The second assignment is based upon misconduct of the attorneys for the prosecution during the course of the trial and during the argument. The appellant fails to point out anywhere in the record any fact whatever to sustain this assignment. He asserts in his brief that the attorney for the prosecution “abused the personality ,of defendant, calling him a dirty dog and a skunk.” This language, if uttered by the attorney, is not to be found in the record, and we have only the assertion of the appellant that it was used. If the prosecution was guilty of any misconduct, this court would have to insist that it be evidenced in a more regular and solemn way than the mere statement of appellant in his brief.

Turning’ to the fourth and last assignment, we give a succinct statement of the facts of the case in refutation of the proposition therein contained:

The appellant and the woman he killed, Adelina Sosa de Barillos, had been living for several months *19in illicit relations, and were so living in a tent as cotton-pickers on the O’Neil ranch, ahont seven and one-half miles northwest of Phoenix, Arizona, on the fourth day of November, 1920, when they had a quarrel and the appellant left.

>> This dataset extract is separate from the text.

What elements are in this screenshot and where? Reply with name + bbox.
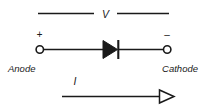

Three days later, on the seventh day of November, the appellant saw the deceased in the city of Phoenix, and, according to his testimony only, she was with O’Neil, the rancher. The defendant procured a knife (a butcher-knife made over, with a pointed, stout, blade about six inches long) and returned to the ranch, to seek reconciliation with the woman. He stated she turned him down and refused to have anything more to do with him, that he waited at her bedside, she being in bed, in the tent, from 3 o ’clock until 5:30 o ’clock in the morning of November 8, 1921, and, becoming convinced that the woman would have nothing more to do with him, he put the knife to her right temple with his left hand and drove it into her brain with his hand. He then ran out into the cotton field about 100 yards from the tent, took a dose of strychnine, and was later found by ranch hands. The scream of the deceased, at the time she was stabbed, awakened her brother, sleeping at the foot of her bed, and she embraced him saying, “Ricardo has killed me.” The knife was removed from the woman’s head at St. Joseph’s hospital the same day, and the woman died that evening.

From the facts we are not surprised that the jury returned the verdict inflicting the death penalty. It would be difficult to conceive of a more cold-blooded, atrocious murder than the facts show in this case. The only excuse the appellant gave for taking the woman’s life was that she had refused to live with bim any longer. This in law was no excuse. The jury saw in his conduct the highest culpability, and came to the conclusion that the law demanded the in*20fliction of the highest penalty, and we think rightly so. The record discloses that the appellant had a fair trial, and that the court’s instructions to the jury submitted the issues according to the principles of law governing in such cases.

The judgment of the lower court is affirmed.

The date, April 21, 1921, originally fixed for appellant’s execution, having passed, it is ordered that judgment be entered by this court fixing the time when the original sentence of death shall be executed as required by section 1177 of the Penal Code.

McALISTER and FLANIGAN, JJ., concur.